Great post from Joan Westenberg about what has changed with Apple:
A company once defined by joyful provocation—by thinking different—is now defined by its defensiveness. Its leadership acts not like inventors but like stewards of a status quo. They protect margins like relics.
Justin Jackson on the threat to podcasts from YouTube, and why we should keep investing in RSS:
The benefit of investing in RSS is that any innovations will be shared across the entire ecosystem. When YouTube innovates, the benefits stay inside YouTube. When the podcast community innovates on RSS, everyone benefits: creators, listeners, and businesses alike.
A few years ago we were worried about Spotify locking down podcasts. YouTube feels a little different because video supplements rather than replaces audio podcasts.
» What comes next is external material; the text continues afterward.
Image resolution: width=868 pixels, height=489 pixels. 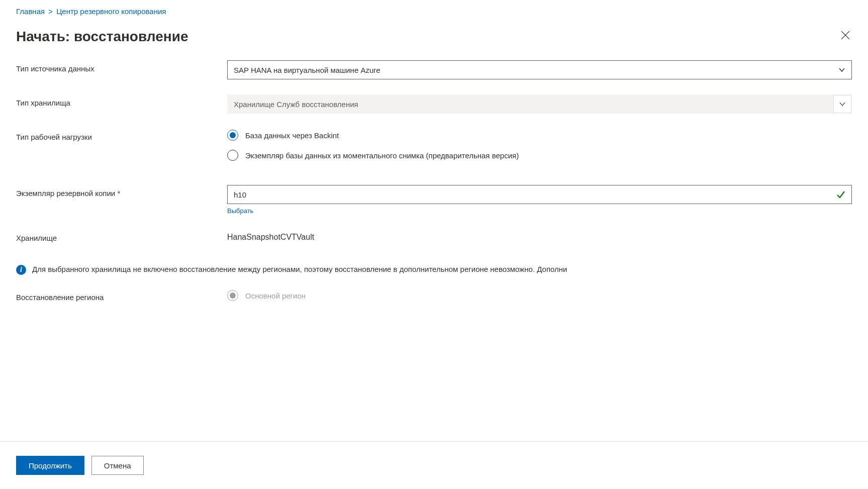 I want to click on cancel-button: Отмена, so click(x=118, y=465).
But Justin is right that we should be vigilant.
EFF Austin talk slides, summary
I’m speaking at EFF Austin tonight! Getting coffee this morning and working on my slides. Last-minute panic that everything in my talk needs to change.
Mavs fans needed a win after losing Luka. Happy for them. And Spurs with the second pick… Amazing. Going to enjoy reading the conspiracy theories about this one. 🏀
From a “lunch with” profile of Sam Altman in the Financial Times:
I find Altman brimming with confidence as our conversation ranges from AI products to the existential question of an AI future that a handful of optimistic technologists are steadily leading us to, whether we like it or not. Radiating ambition, he sounds like a man convinced of his own destiny.
Perhaps you have to be a little overconfident to attempt this. Meanwhile most people are upset that Sam uses the wrong kind of expensive olive oil.
It’s that time of year again when I realize I’ve let Redis memory get completely out of hand, 45+ GB, so forking to save is mostly impossible. Think I’m going to take some time to truly trim out the bloat.